The Wind in the Willows
by Kenneth Grahame
This one was really weird to me, and for a few different reasons. Firstly, The Wind in the Willows is another case of any synopsis I read failing to get to the heart of the story, partly because there are multiple storylines following different characters throughout, but also because the only one with any logical progression happened to be Mr. Toad’s. Right from the point we’re introduced to Toad, we’re met with great characterization as to his obsessive nature and move into the specific obsession with automobiles that believably grips him and turns him into the vehicular menace that I came to love. This, of course, lands him in jail, the meat of the story being his spectacular escape and the trials and tribulations that keep him flip-flopping between boastful narcissism and a self-loathing cowardice. The big reason the book’s focus and overall plot struck me as weird, specifically, is that Toad’s part only takes up about half of the content. The other half more or less comprises the general happy, pottering existence of the other animals, which, perhaps, did a lot to world-build, but fails to move forward to any end goal, except where it intersects with the adventures of Mr. Toad.
Another point of weirdness presents itself in the pottering-life-of-Mole-and-Rat side of The Wind in the Willows: the mundane crossed with the mystical. This likely only comes across as weird, honestly, because the majority is mundane, and then we’re hit with something jarringly otherworldly––our visit with Pan clearly being the major “offender” here––the discord accounting for the strangeness. I was similarly taken aback when humans started appearing, and I should probably relate my experience here to better explain myself. I went in to the story assuming animals were basically replacing humans in Grahame’s world, effectively identical to human equivalents in a low-key country life. But then Badger tells Mole that his halls were built by humans who since abandoned the place, and that was enough to set off my wild imagination, which settled on the hopes that we were in some post-apocalyptic scenario, where humans were wiped out and animals literally took their places… And then humans started showing up all over the place. It took me a long while to come to terms with how everybody interacted, with not all animals being created equal, and humans alternating between treating them seemingly as equals or as pets.
Of course, I got adjusted to things well enough to get through the story, and I wouldn’t suggest that The Wind in the Willows being laced with oddities is necessarily a negative, but it just left me struggling to come to a useful opinion. This one is a likely candidate for a re-reading.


→ **Exercise aim**:
Copy, from the data below, each line that has the word "pixels".

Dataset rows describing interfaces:

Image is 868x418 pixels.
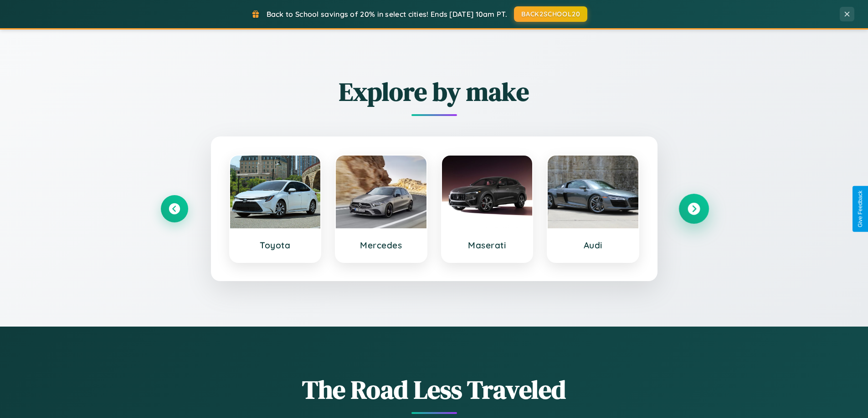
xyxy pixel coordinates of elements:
[345,240,417,251] h3: Mercedes
[161,372,707,407] h1: The Road Less Traveled
[266,10,507,19] span: Back to School savings of 20% in select cities! Ends [DATE] 10am PT.
[451,240,524,251] h3: Maserati
[514,6,587,22] button: BACK2SCHOOL20
[239,240,312,251] h3: Toyota
[557,240,629,251] h3: Audi
[857,190,863,228] div: Give Feedback
[161,74,707,109] h2: Explore by make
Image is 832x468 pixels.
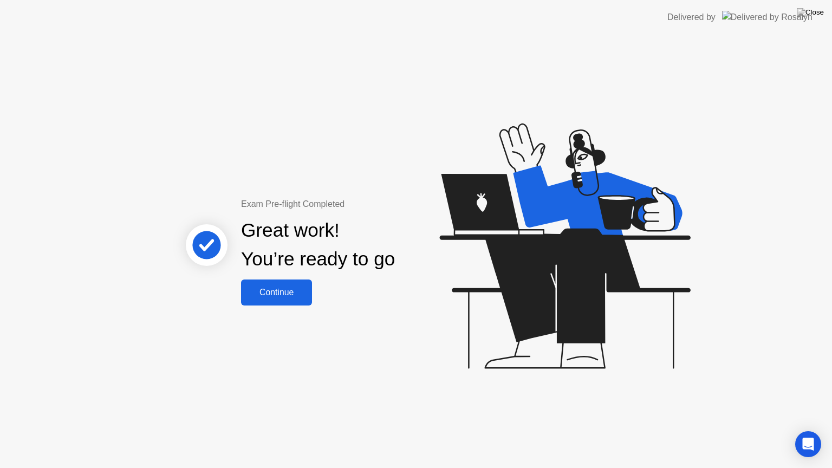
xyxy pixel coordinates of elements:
[241,280,312,306] button: Continue
[722,11,813,23] img: Delivered by Rosalyn
[668,11,716,24] div: Delivered by
[241,198,465,211] div: Exam Pre-flight Completed
[241,216,395,274] div: Great work! You’re ready to go
[244,288,309,297] div: Continue
[795,431,822,457] div: Open Intercom Messenger
[797,8,824,17] img: Close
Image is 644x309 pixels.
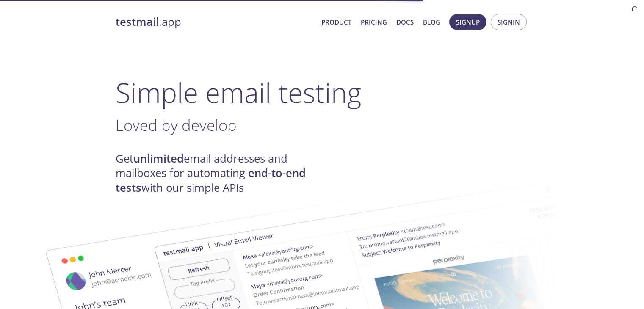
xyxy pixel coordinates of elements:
[321,16,352,27] a: Product
[456,16,480,27] span: Signup
[116,14,314,29] a: testmail.app
[116,76,529,109] h1: Simple email testing
[497,16,520,27] span: Signin
[423,16,440,27] a: Blog
[450,14,486,30] button: Signup
[116,114,237,135] span: Loved by develop
[491,14,526,30] button: Signin
[116,152,322,195] h4: Get email addresses and mailboxes for automating with our simple APIs
[116,14,158,29] strong: testmail
[396,16,414,27] a: Docs
[116,165,306,195] strong: end-to-end tests
[361,16,387,27] a: Pricing
[134,151,184,166] strong: unlimited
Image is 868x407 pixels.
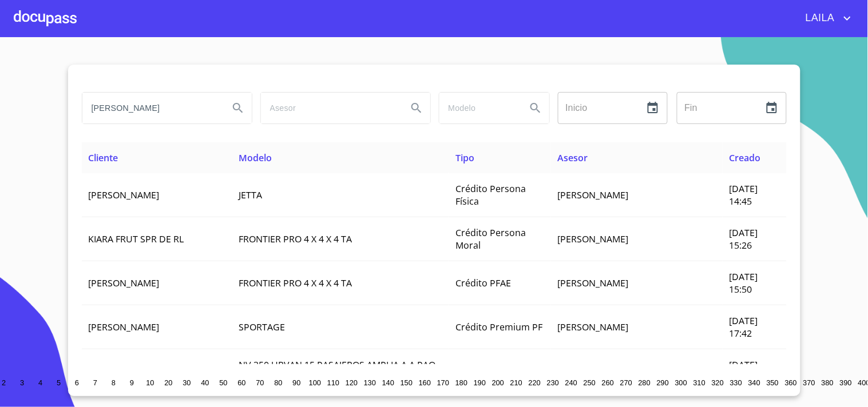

→ **Written response**:
Image is 868x418 pixels.
Image is 832x468 pixels.
Image is 644x309 pixels.
Image is 868x407 pixels.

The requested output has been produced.